More than half of babies born in rich nations today will live to be 100 years old if current life expectancy trends continue, according to Danish researchers.

Increasing numbers of very old people could pose major challenges for health and social systems, but the research showed that may be mitigated by people not only living longer, but also staying healthier in their latter years.

“Very long lives are not the distant privilege of remote future generations — very long lives are the probable destiny of most people alive now in developed countries,” Kaare Christensen of the Danish Aging Research Center wrote on Friday in a study in the Lancet medical journal.

The study used Germany as a case study and showed that by 2050, its population will be substantially older and smaller than now — a situation it said was now typical of rich nations.

This means smaller workforces in rich nations will have to shoulder an ever-greater burden of ballooning pension and healthcare requirements of the old.

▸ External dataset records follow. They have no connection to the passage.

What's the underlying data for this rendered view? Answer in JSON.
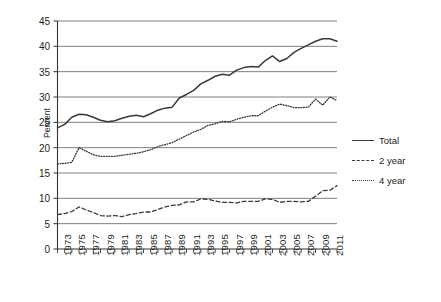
{
  "chart_data": {
    "type": "line",
    "title": "",
    "xlabel": "",
    "ylabel": "Percent",
    "ylim": [
      0,
      45
    ],
    "ytick_step": 5,
    "yticks": [
      0,
      5,
      10,
      15,
      20,
      25,
      30,
      35,
      40,
      45
    ],
    "grid": true,
    "grid_axis": "y",
    "legend_position": "right",
    "xlim": [
      1973,
      2012
    ],
    "x": [
      1973,
      1974,
      1975,
      1976,
      1977,
      1978,
      1979,
      1980,
      1981,
      1982,
      1983,
      1984,
      1985,
      1986,
      1987,
      1988,
      1989,
      1990,
      1991,
      1992,
      1993,
      1994,
      1995,
      1996,
      1997,
      1998,
      1999,
      2000,
      2001,
      2002,
      2003,
      2004,
      2005,
      2006,
      2007,
      2008,
      2009,
      2010,
      2011,
      2012
    ],
    "xticks": [
      1973,
      1975,
      1977,
      1979,
      1981,
      1983,
      1985,
      1987,
      1989,
      1991,
      1993,
      1995,
      1997,
      1999,
      2001,
      2003,
      2005,
      2007,
      2009,
      2011
    ],
    "xtick_labels": [
      "1973",
      "1975",
      "1977",
      "1979",
      "1981",
      "1983",
      "1985",
      "1987",
      "1989",
      "1991",
      "1993",
      "1995",
      "1997",
      "1999",
      "2001",
      "2003",
      "2005",
      "2007",
      "2009",
      "2011"
    ],
    "series": [
      {
        "name": "Total",
        "style": "solid",
        "color": "#3a3a3a",
        "values": [
          23.9,
          24.6,
          26.0,
          26.6,
          26.5,
          26.0,
          25.4,
          25.1,
          25.3,
          25.8,
          26.2,
          26.4,
          26.1,
          26.7,
          27.4,
          27.8,
          28.0,
          29.8,
          30.5,
          31.3,
          32.6,
          33.3,
          34.1,
          34.5,
          34.3,
          35.3,
          35.8,
          36.0,
          35.9,
          37.2,
          38.1,
          37.0,
          37.6,
          38.8,
          39.6,
          40.3,
          41.0,
          41.5,
          41.5,
          41.0
        ]
      },
      {
        "name": "2 year",
        "style": "dashed",
        "color": "#3a3a3a",
        "values": [
          6.8,
          7.0,
          7.4,
          8.3,
          7.7,
          7.2,
          6.6,
          6.5,
          6.6,
          6.4,
          6.8,
          7.0,
          7.3,
          7.3,
          7.8,
          8.3,
          8.6,
          8.7,
          9.3,
          9.3,
          9.9,
          9.8,
          9.5,
          9.2,
          9.2,
          9.1,
          9.4,
          9.4,
          9.4,
          9.9,
          9.8,
          9.2,
          9.4,
          9.4,
          9.3,
          9.4,
          10.4,
          11.5,
          11.6,
          12.5
        ]
      },
      {
        "name": "4 year",
        "style": "dotted",
        "color": "#3a3a3a",
        "values": [
          16.8,
          16.9,
          17.1,
          20.0,
          19.3,
          18.6,
          18.3,
          18.3,
          18.3,
          18.5,
          18.7,
          18.9,
          19.2,
          19.6,
          20.2,
          20.6,
          21.0,
          21.7,
          22.4,
          23.1,
          23.6,
          24.4,
          24.7,
          25.2,
          25.1,
          25.6,
          26.0,
          26.3,
          26.3,
          27.2,
          28.0,
          28.6,
          28.3,
          27.9,
          27.9,
          28.0,
          29.6,
          28.4,
          30.0,
          29.3
        ]
      }
    ]
  },
  "legend": {
    "items": [
      {
        "label": "Total"
      },
      {
        "label": "2 year"
      },
      {
        "label": "4 year"
      }
    ]
  }
}
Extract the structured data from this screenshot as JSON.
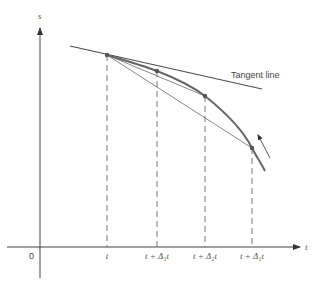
{
  "diagram": {
    "axes": {
      "y_label": "s",
      "x_label": "t",
      "origin_label": "0"
    },
    "annotation": "Tangent line",
    "tick_labels": [
      {
        "text": "t",
        "x": 107
      },
      {
        "text": "t + Δ₃t",
        "x": 157
      },
      {
        "text": "t + Δ₂t",
        "x": 205
      },
      {
        "text": "t + Δ₁t",
        "x": 252
      }
    ],
    "points": [
      {
        "name": "P(t)",
        "x": 107,
        "y": 55
      },
      {
        "name": "P(t+Δ3t)",
        "x": 157,
        "y": 71
      },
      {
        "name": "P(t+Δ2t)",
        "x": 205,
        "y": 96
      },
      {
        "name": "P(t+Δ1t)",
        "x": 252,
        "y": 148
      }
    ],
    "colors": {
      "curve": "#666666",
      "line": "#444444",
      "text": "#444444"
    }
  }
}
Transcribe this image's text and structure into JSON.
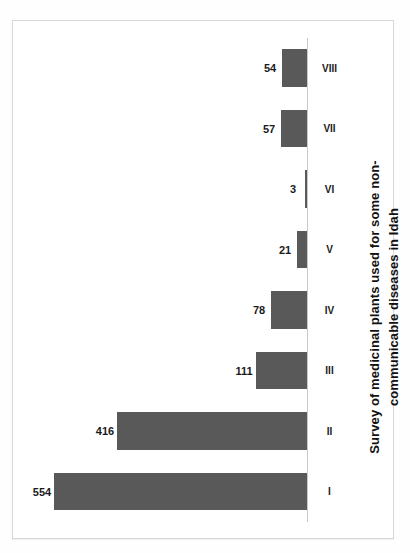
{
  "figure": {
    "frame_border_color": "#d8d8d8",
    "background": "#ffffff",
    "orientation_note": "rotated-90"
  },
  "title": {
    "line1": "Survey of medicinal plants used for some non-",
    "line2": "communicable diseases in Idah",
    "full": "Survey of medicinal plants used for some non-communicable diseases in Idah"
  },
  "chart_data": {
    "type": "bar",
    "xlabel": "",
    "ylabel": "",
    "categories": [
      "I",
      "II",
      "III",
      "IV",
      "V",
      "VI",
      "VII",
      "VIII"
    ],
    "values": [
      554,
      416,
      111,
      78,
      21,
      3,
      57,
      54
    ],
    "value_labels": [
      "554",
      "416",
      "111",
      "78",
      "21",
      "3",
      "57",
      "54"
    ],
    "ylim": [
      0,
      580
    ],
    "grid": false,
    "legend": false,
    "bar_color": "#595959",
    "axis_color": "#c9c9c9",
    "series": [
      {
        "name": "Number of medicinal plants",
        "values": [
          554,
          416,
          111,
          78,
          21,
          3,
          57,
          54
        ]
      }
    ]
  }
}
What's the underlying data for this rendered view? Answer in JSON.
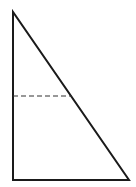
{
  "diagram": {
    "type": "right-triangle-with-dashed-segment",
    "stroke_color": "#1a1a1a",
    "dash_color": "#333333",
    "background": "#ffffff",
    "vertices": {
      "top": [
        13,
        12
      ],
      "bottom_left": [
        13,
        180
      ],
      "bottom_right": [
        129,
        180
      ]
    },
    "dashed_segment": {
      "from": [
        13,
        96
      ],
      "to": [
        72,
        96
      ]
    }
  }
}
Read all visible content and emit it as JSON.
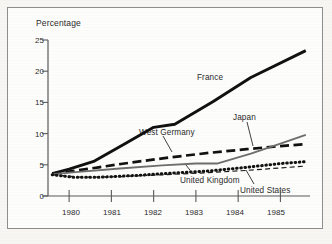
{
  "chart_data": {
    "type": "line",
    "title": "",
    "xlabel": "",
    "ylabel": "Percentage",
    "xlim": [
      1979.5,
      1985.7
    ],
    "ylim": [
      0,
      25
    ],
    "grid": false,
    "legend_position": "inline-annotations",
    "x_ticks": [
      "1980",
      "1981",
      "1982",
      "1983",
      "1984",
      "1985"
    ],
    "x_tick_values": [
      1980,
      1981,
      1982,
      1983,
      1984,
      1985
    ],
    "y_ticks": [
      "0",
      "5",
      "10",
      "15",
      "20",
      "25"
    ],
    "y_tick_values": [
      0,
      5,
      10,
      15,
      20,
      25
    ],
    "series": [
      {
        "name": "France",
        "style": "solid-thick-black",
        "color": "#111111",
        "x": [
          1979.6,
          1980.0,
          1980.6,
          1981.3,
          1982.0,
          1982.5,
          1983.4,
          1984.3,
          1985.6
        ],
        "values": [
          3.6,
          4.3,
          5.6,
          8.3,
          11.0,
          11.5,
          15.1,
          19.0,
          23.3
        ]
      },
      {
        "name": "West Germany",
        "style": "dashed-thick-black",
        "color": "#111111",
        "x": [
          1979.6,
          1980.0,
          1980.7,
          1981.5,
          1982.4,
          1983.3,
          1984.2,
          1985.0,
          1985.6
        ],
        "values": [
          3.6,
          3.9,
          4.6,
          5.4,
          6.2,
          6.9,
          7.5,
          8.0,
          8.3
        ]
      },
      {
        "name": "Japan",
        "style": "solid-thin-gray",
        "color": "#6e6e6e",
        "x": [
          1979.6,
          1980.3,
          1981.2,
          1982.2,
          1983.0,
          1983.5,
          1984.3,
          1985.0,
          1985.6
        ],
        "values": [
          3.5,
          3.9,
          4.4,
          4.9,
          5.2,
          5.2,
          6.8,
          8.4,
          9.8
        ]
      },
      {
        "name": "United Kingdom",
        "style": "dotted-thick-black",
        "color": "#111111",
        "x": [
          1979.6,
          1980.1,
          1980.7,
          1981.6,
          1982.5,
          1983.3,
          1984.2,
          1985.0,
          1985.6
        ],
        "values": [
          3.4,
          3.0,
          3.0,
          3.3,
          3.7,
          4.0,
          4.6,
          5.2,
          5.5
        ]
      },
      {
        "name": "United States",
        "style": "dashed-thin-black",
        "color": "#1a1a1a",
        "x": [
          1979.6,
          1980.3,
          1981.2,
          1982.2,
          1983.2,
          1984.2,
          1985.0,
          1985.6
        ],
        "values": [
          3.4,
          3.0,
          3.1,
          3.4,
          3.7,
          4.1,
          4.5,
          4.8
        ]
      }
    ],
    "annotations": [
      {
        "label": "France",
        "x_px": 197,
        "y_px": 79
      },
      {
        "label": "West Germany",
        "x_px": 163,
        "y_px": 134
      },
      {
        "label": "Japan",
        "x_px": 235,
        "y_px": 119
      },
      {
        "label": "United Kingdom",
        "x_px": 182,
        "y_px": 180
      },
      {
        "label": "United States",
        "x_px": 243,
        "y_px": 190
      }
    ]
  },
  "axes": {
    "y_axis_title": "Percentage"
  }
}
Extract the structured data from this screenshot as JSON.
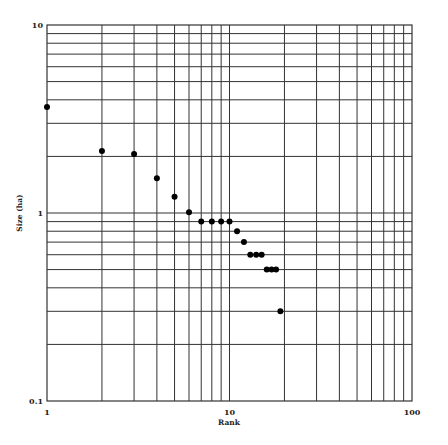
{
  "chart_data": {
    "type": "scatter",
    "title": "",
    "xlabel": "Rank",
    "ylabel": "Size (ha)",
    "xscale": "log",
    "yscale": "log",
    "xlim": [
      1,
      100
    ],
    "ylim": [
      0.1,
      10
    ],
    "grid": true,
    "legend": "none",
    "x_ticks": [
      {
        "value": 1,
        "label": "1"
      },
      {
        "value": 10,
        "label": "10"
      },
      {
        "value": 100,
        "label": "100"
      }
    ],
    "y_ticks": [
      {
        "value": 0.1,
        "label": "0.1"
      },
      {
        "value": 1,
        "label": "1"
      },
      {
        "value": 10,
        "label": "10"
      }
    ],
    "points": [
      {
        "x": 1,
        "y": 3.66
      },
      {
        "x": 2,
        "y": 2.14
      },
      {
        "x": 3,
        "y": 2.06
      },
      {
        "x": 4,
        "y": 1.53
      },
      {
        "x": 5,
        "y": 1.22
      },
      {
        "x": 6,
        "y": 1.01
      },
      {
        "x": 7,
        "y": 0.9
      },
      {
        "x": 8,
        "y": 0.9
      },
      {
        "x": 9,
        "y": 0.9
      },
      {
        "x": 10,
        "y": 0.9
      },
      {
        "x": 11,
        "y": 0.8
      },
      {
        "x": 12,
        "y": 0.7
      },
      {
        "x": 13,
        "y": 0.6
      },
      {
        "x": 14,
        "y": 0.6
      },
      {
        "x": 15,
        "y": 0.6
      },
      {
        "x": 16,
        "y": 0.5
      },
      {
        "x": 17,
        "y": 0.5
      },
      {
        "x": 18,
        "y": 0.5
      },
      {
        "x": 19,
        "y": 0.3
      }
    ]
  }
}
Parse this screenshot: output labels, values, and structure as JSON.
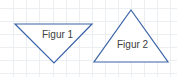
{
  "figures": [
    {
      "label": "Figur 1",
      "shape": "triangle-down"
    },
    {
      "label": "Figur 2",
      "shape": "triangle-up"
    }
  ],
  "colors": {
    "stroke": "#3a63a8",
    "grid": "#e8ecef"
  }
}
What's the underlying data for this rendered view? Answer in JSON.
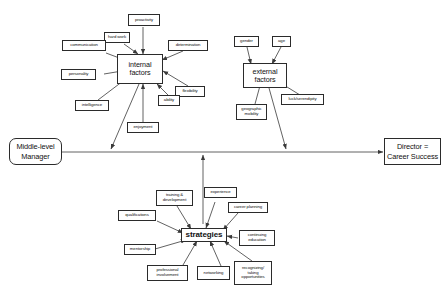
{
  "diagram": {
    "background_color": "#ffffff",
    "line_color": "#3a3a3a",
    "box_border_color": "#2b2b2b",
    "nodes": {
      "middle_level_manager": "Middle-level\nManager",
      "director_career_success": "Director =\nCareer Success",
      "internal_factors": "internal\nfactors",
      "external_factors": "external\nfactors",
      "strategies": "strategies",
      "proactivity": "proactivity",
      "hard_work": "hard work",
      "communication": "communication",
      "personality": "personality",
      "intelligence": "intelligence",
      "enjoyment": "enjoyment",
      "determination": "determination",
      "flexibility": "flexibility",
      "ability": "ability",
      "gender": "gender",
      "age": "age",
      "luck_serendipity": "luck/serendipity",
      "geographic_mobility": "geographic\nmobility",
      "training_development": "training &\ndevelopment",
      "experience": "experience",
      "career_planning": "career planning",
      "qualifications": "qualifications",
      "continuing_education": "continuing\neducation",
      "mentorship": "mentorship",
      "professional_involvement": "professional\ninvolvement",
      "networking": "networking",
      "recognizing_opportunities": "recognizing/\ntaking\nopportunities"
    }
  }
}
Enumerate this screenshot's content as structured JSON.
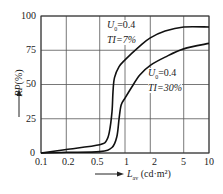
{
  "chart_data": {
    "type": "line",
    "title": "",
    "xlabel": "L_av (cd·m²)",
    "ylabel": "RP (%)",
    "xscale": "log",
    "xlim": [
      0.1,
      10
    ],
    "ylim": [
      0,
      100
    ],
    "grid": true,
    "x_ticks": [
      "0.1",
      "0.2",
      "0.5",
      "1",
      "2",
      "5",
      "10"
    ],
    "y_ticks": [
      "0",
      "25",
      "50",
      "75",
      "100"
    ],
    "series": [
      {
        "name": "U0=0.4 TI=7%",
        "points": [
          [
            0.1,
            0
          ],
          [
            0.2,
            2.5
          ],
          [
            0.5,
            6
          ],
          [
            0.6,
            9
          ],
          [
            0.65,
            15
          ],
          [
            0.7,
            30
          ],
          [
            0.72,
            45
          ],
          [
            0.75,
            55
          ],
          [
            0.85,
            63
          ],
          [
            1,
            68
          ],
          [
            1.5,
            78
          ],
          [
            2,
            84
          ],
          [
            3,
            89
          ],
          [
            5,
            92
          ],
          [
            10,
            92
          ]
        ]
      },
      {
        "name": "U0=0.4 TI=30%",
        "points": [
          [
            0.1,
            0
          ],
          [
            0.2,
            0.5
          ],
          [
            0.5,
            1
          ],
          [
            0.7,
            4
          ],
          [
            0.8,
            12
          ],
          [
            0.85,
            25
          ],
          [
            0.9,
            35
          ],
          [
            1,
            40
          ],
          [
            1.2,
            48
          ],
          [
            1.5,
            57
          ],
          [
            2,
            64
          ],
          [
            3,
            70
          ],
          [
            5,
            76
          ],
          [
            10,
            80
          ]
        ]
      }
    ],
    "annotations": [
      {
        "text_line1": "U0=0.4",
        "text_line2": "TI=7%"
      },
      {
        "text_line1": "U0=0.4",
        "text_line2": "TI=30%"
      }
    ]
  },
  "labels": {
    "y_axis_main": "RP",
    "y_axis_unit": "(%)",
    "x_axis_main": "L",
    "x_axis_sub": "av",
    "x_axis_unit": "(cd·m²)",
    "ann1_l1_a": "U",
    "ann1_l1_sub": "0",
    "ann1_l1_b": "=0.4",
    "ann1_l2": "TI=7%",
    "ann2_l1_a": "U",
    "ann2_l1_sub": "0",
    "ann2_l1_b": "=0.4",
    "ann2_l2": "TI=30%",
    "xt0": "0.1",
    "xt1": "0.2",
    "xt2": "0.5",
    "xt3": "1",
    "xt4": "2",
    "xt5": "5",
    "xt6": "10",
    "yt0": "0",
    "yt1": "25",
    "yt2": "50",
    "yt3": "75",
    "yt4": "100"
  }
}
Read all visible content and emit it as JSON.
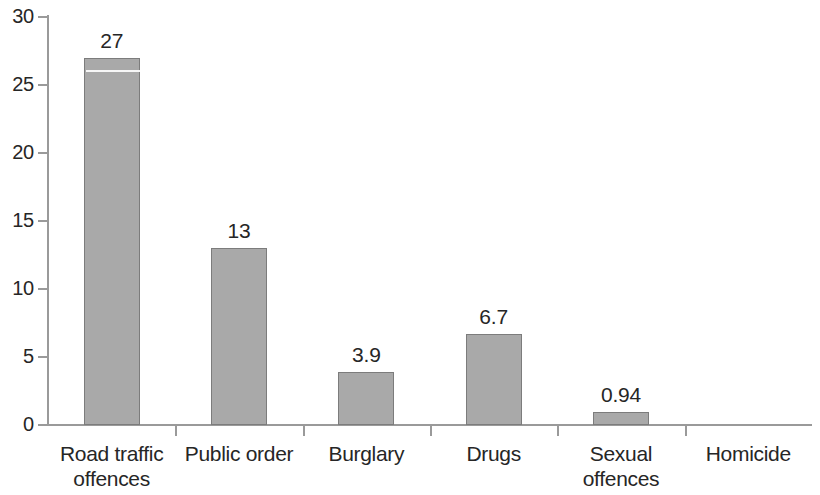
{
  "chart_data": {
    "type": "bar",
    "title": "",
    "subtitle": "",
    "xlabel": "",
    "ylabel": "",
    "categories": [
      "Road traffic offences",
      "Public order",
      "Burglary",
      "Drugs",
      "Sexual offences",
      "Homicide"
    ],
    "category_lines": [
      [
        "Road traffic",
        "offences"
      ],
      [
        "Public order"
      ],
      [
        "Burglary"
      ],
      [
        "Drugs"
      ],
      [
        "Sexual",
        "offences"
      ],
      [
        "Homicide"
      ]
    ],
    "values": [
      27,
      13,
      3.9,
      6.7,
      0.94,
      0
    ],
    "value_labels": [
      "27",
      "13",
      "3.9",
      "6.7",
      "0.94",
      ""
    ],
    "ylim": [
      0,
      30
    ],
    "yticks": [
      0,
      5,
      10,
      15,
      20,
      25,
      30
    ],
    "ytick_labels": [
      "0",
      "5",
      "10",
      "15",
      "20",
      "25",
      "30"
    ],
    "grid": false,
    "legend": false,
    "legend_position": "none",
    "bar_color": "#a9a9a9",
    "bar_border_color": "#7c7c7c",
    "axis_color": "#9a9a9a",
    "text_color": "#262626",
    "background_color": "#ffffff"
  }
}
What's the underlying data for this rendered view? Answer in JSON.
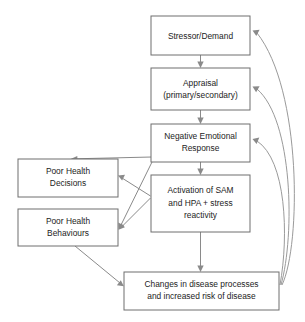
{
  "diagram": {
    "type": "flowchart",
    "background_color": "#ffffff",
    "box_stroke_color": "#6e6e6e",
    "box_fill_color": "#ffffff",
    "arrow_color": "#8a8a8a",
    "text_color": "#1c1c1c",
    "nodes": [
      {
        "id": "stressor",
        "lines": [
          "Stressor/Demand"
        ],
        "line1": "Stressor/Demand",
        "line2": "",
        "line3": "",
        "x": 151,
        "y": 16,
        "w": 99,
        "h": 39
      },
      {
        "id": "appraisal",
        "lines": [
          "Appraisal",
          "(primary/secondary)"
        ],
        "line1": "Appraisal",
        "line2": "(primary/secondary)",
        "line3": "",
        "x": 151,
        "y": 68,
        "w": 99,
        "h": 42
      },
      {
        "id": "negative-emotional-response",
        "lines": [
          "Negative Emotional",
          "Response"
        ],
        "line1": "Negative Emotional",
        "line2": "Response",
        "line3": "",
        "x": 151,
        "y": 124,
        "w": 99,
        "h": 38
      },
      {
        "id": "activation-sam-hpa",
        "lines": [
          "Activation of SAM",
          "and HPA + stress",
          "reactivity"
        ],
        "line1": "Activation of SAM",
        "line2": "and HPA + stress",
        "line3": "reactivity",
        "x": 151,
        "y": 175,
        "w": 99,
        "h": 57
      },
      {
        "id": "poor-health-decisions",
        "lines": [
          "Poor Health",
          "Decisions"
        ],
        "line1": "Poor Health",
        "line2": "Decisions",
        "line3": "",
        "x": 18,
        "y": 159,
        "w": 100,
        "h": 38
      },
      {
        "id": "poor-health-behaviours",
        "lines": [
          "Poor Health",
          "Behaviours"
        ],
        "line1": "Poor Health",
        "line2": "Behaviours",
        "line3": "",
        "x": 18,
        "y": 209,
        "w": 100,
        "h": 37
      },
      {
        "id": "changes-in-disease",
        "lines": [
          "Changes in disease processes",
          "and increased risk of disease"
        ],
        "line1": "Changes in disease processes",
        "line2": "and increased risk of disease",
        "line3": "",
        "x": 124,
        "y": 272,
        "w": 155,
        "h": 38
      }
    ],
    "edges": [
      {
        "id": "stressor-to-appraisal",
        "from": "stressor",
        "to": "appraisal",
        "kind": "straight"
      },
      {
        "id": "appraisal-to-negative",
        "from": "appraisal",
        "to": "negative-emotional-response",
        "kind": "straight"
      },
      {
        "id": "negative-to-activation",
        "from": "negative-emotional-response",
        "to": "activation-sam-hpa",
        "kind": "straight"
      },
      {
        "id": "activation-to-changes",
        "from": "activation-sam-hpa",
        "to": "changes-in-disease",
        "kind": "straight"
      },
      {
        "id": "negative-to-decisions",
        "from": "negative-emotional-response",
        "to": "poor-health-decisions",
        "kind": "diagonal"
      },
      {
        "id": "negative-to-behaviours",
        "from": "negative-emotional-response",
        "to": "poor-health-behaviours",
        "kind": "diagonal"
      },
      {
        "id": "activation-to-decisions",
        "from": "activation-sam-hpa",
        "to": "poor-health-decisions",
        "kind": "diagonal"
      },
      {
        "id": "activation-to-behaviours",
        "from": "activation-sam-hpa",
        "to": "poor-health-behaviours",
        "kind": "diagonal"
      },
      {
        "id": "behaviours-to-changes",
        "from": "poor-health-behaviours",
        "to": "changes-in-disease",
        "kind": "diagonal"
      },
      {
        "id": "changes-to-stressor",
        "from": "changes-in-disease",
        "to": "stressor",
        "kind": "feedback-curve"
      },
      {
        "id": "changes-to-appraisal",
        "from": "changes-in-disease",
        "to": "appraisal",
        "kind": "feedback-curve"
      },
      {
        "id": "changes-to-negative",
        "from": "changes-in-disease",
        "to": "negative-emotional-response",
        "kind": "feedback-curve"
      }
    ]
  }
}
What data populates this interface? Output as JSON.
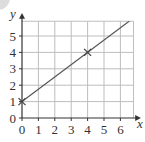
{
  "chart_data": {
    "type": "line",
    "title": "",
    "xlabel": "x",
    "ylabel": "y",
    "xlim": [
      0,
      6.8
    ],
    "ylim": [
      0,
      5.9
    ],
    "grid": true,
    "x_ticks": [
      "0",
      "1",
      "2",
      "3",
      "4",
      "5",
      "6"
    ],
    "y_ticks": [
      "0",
      "1",
      "2",
      "3",
      "4",
      "5"
    ],
    "series": [
      {
        "name": "line",
        "x": [
          0,
          6.8
        ],
        "y": [
          1,
          6.1
        ],
        "equation": "y = 0.75x + 1",
        "color": "#555555"
      }
    ],
    "marked_points": [
      {
        "x": 0,
        "y": 1,
        "marker": "cross"
      },
      {
        "x": 4,
        "y": 4,
        "marker": "cross"
      }
    ],
    "legend": null
  },
  "colors": {
    "grid": "#bdbdbd",
    "axis": "#333333",
    "line": "#555555",
    "corner_artifact": "#d9d9d9"
  }
}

Many governments in developed nations are already making moves toward raising the typical age of retirement to try to cope with aging populations.

The researchers said this was an important strategy, and added that if part-time work was considered for more of the workforce, that could have yet more benefits.

“If people in their 60s and early 70s worked much more than they do nowadays, then most people could work fewer hours per week,” they wrote. “Preliminary evidence suggests that shortened working weeks over extended working lives might further contribute to increases in life expectancy and health.”